On Wed, 2019-12-18 at 15:13 -0800, Haren Myneni wrote:
> On Wed, 2019-12-18 at 18:18 +1100, Oliver O'Halloran wrote:
> > On Wed, Nov 27, 2019 at 12:07 PM Haren Myneni
> > wrote:
> > >
> > > *snip*
> > >
> > > @@ -36,7 +62,18 @@ static int init_vas_instance(struct platform_device
> > > *pdev)
> >
On Wed, 2019-12-18 at 18:18 +1100, Oliver O'Halloran wrote:
> On Wed, Nov 27, 2019 at 12:07 PM Haren Myneni
> wrote:
> >
> > *snip*
> >
> > @@ -36,7 +62,18 @@ static int init_vas_instance(struct platform_device
> > *pdev)
> > return -ENODEV;
> > }
> >
> > - if (pdev
On Wed, Nov 27, 2019 at 12:07 PM Haren Myneni wrote:
>
> *snip*
>
> @@ -36,7 +62,18 @@ static int init_vas_instance(struct platform_device *pdev)
> return -ENODEV;
> }
>
> - if (pdev->num_resources != 4) {
> + rc = of_property_read_u64(dn, "ibm,vas-port", &port)

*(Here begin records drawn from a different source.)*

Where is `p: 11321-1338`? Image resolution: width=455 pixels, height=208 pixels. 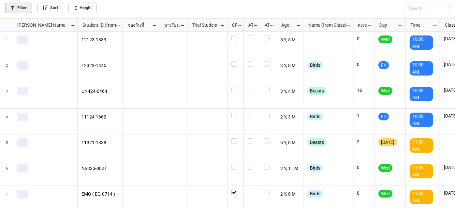
p: 11321-1338 is located at coordinates (100, 143).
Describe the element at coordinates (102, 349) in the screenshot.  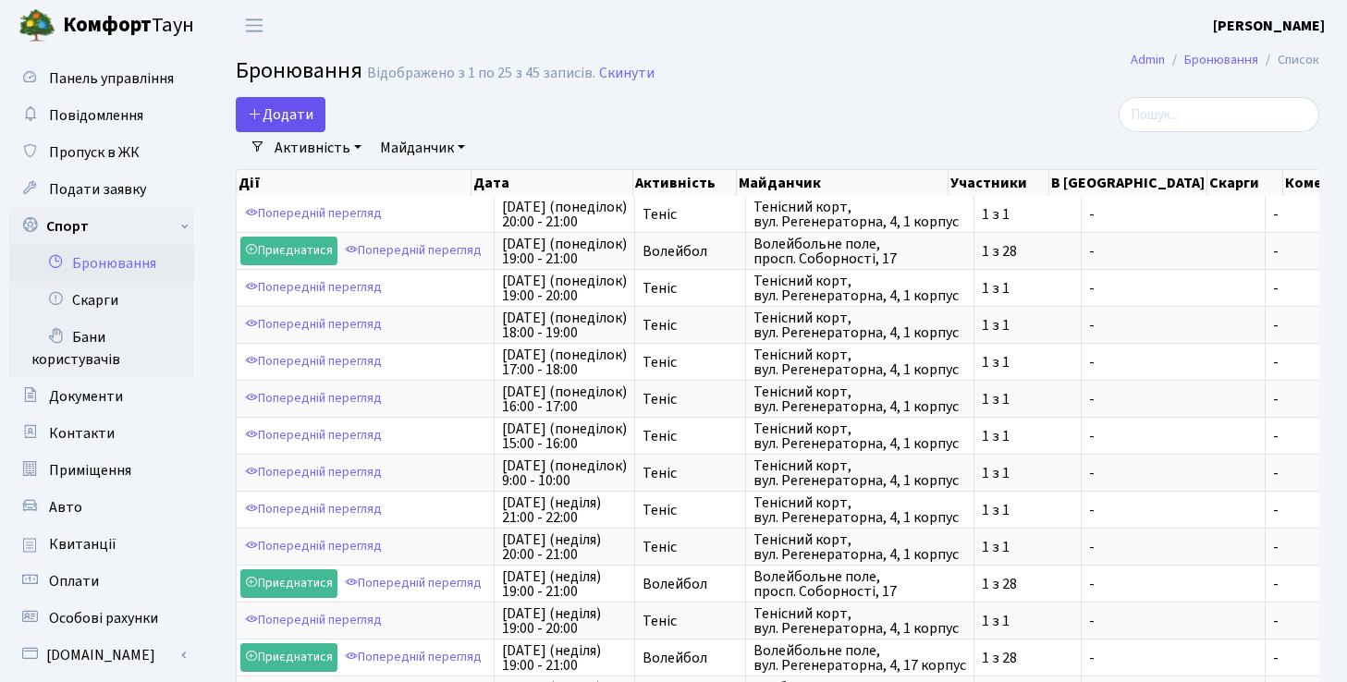
I see `a: Бани користувачів` at that location.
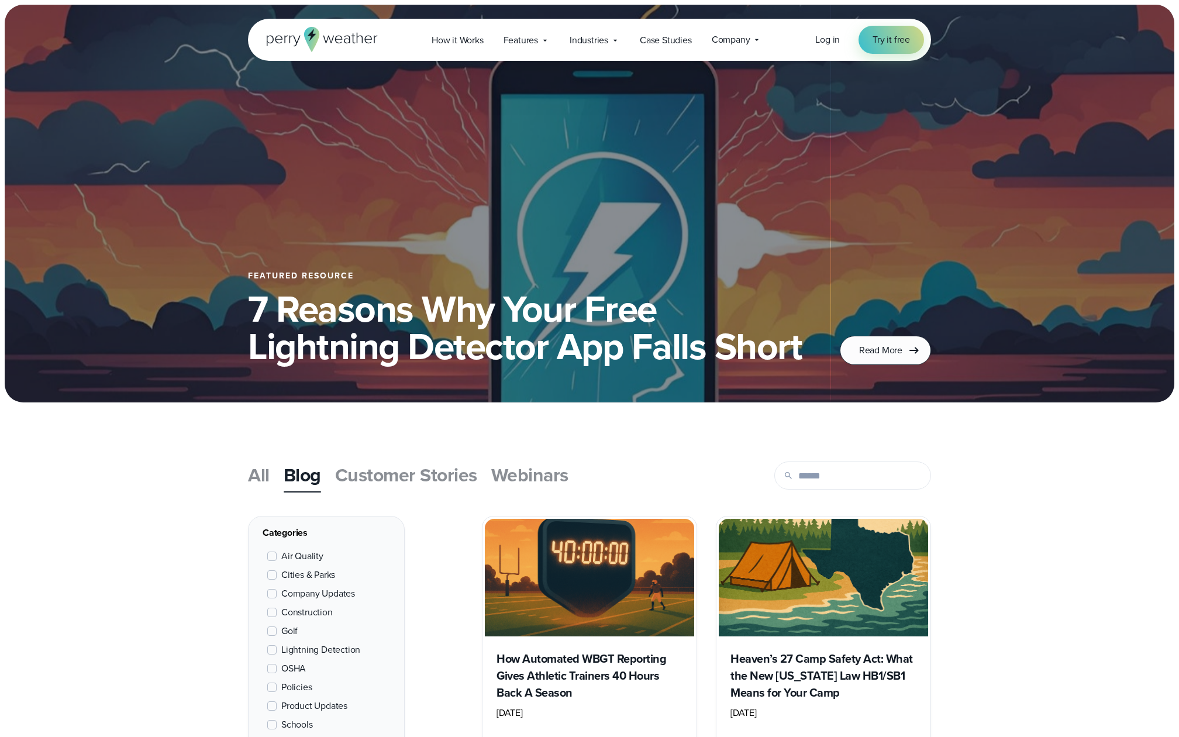 The image size is (1179, 737). I want to click on a: All, so click(259, 475).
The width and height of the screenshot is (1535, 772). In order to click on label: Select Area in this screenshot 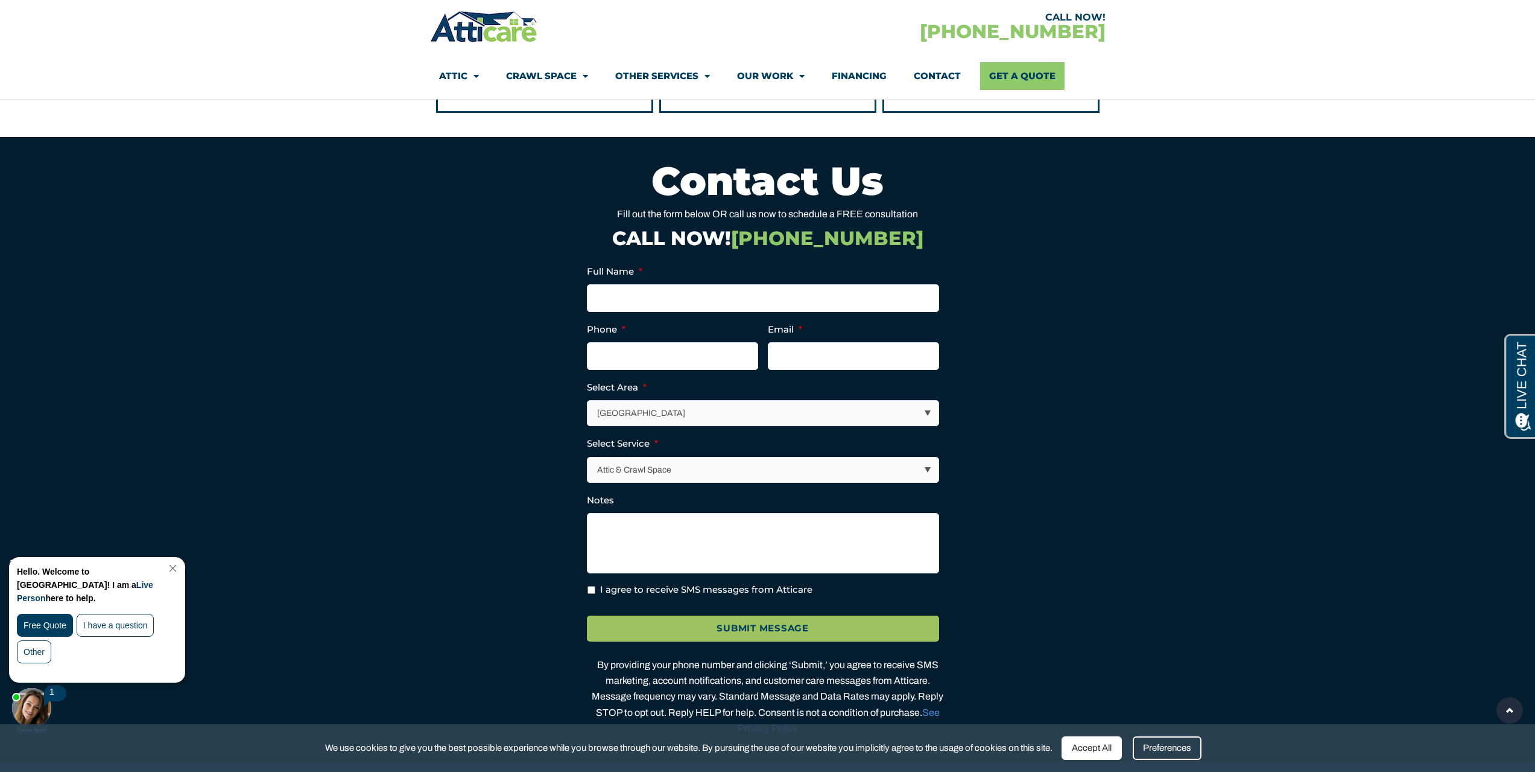, I will do `click(617, 387)`.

> +static irqreturn_t vas_irq_handler(int virq, void *data)
> +{
> + struct vas_instance *vinst = data;
> +
> + pr_devel("VAS %d: virq %d\n", vinst->vas_id, virq);
> +
> + return IRQ_HANDLED;
> +}
An empty interrupt handler is rather pointless. It later grows code,
but adding it witho
Read interrupt and port values from the device tree, setup IRQ
mapping and register IRQ for each VAS instance. Set port value for
each NX window. When NX sees a fault on CRB, kernel gets an interrupt
and handles the fault.
IRQ setup and fault handling is needed only for user space send
windows.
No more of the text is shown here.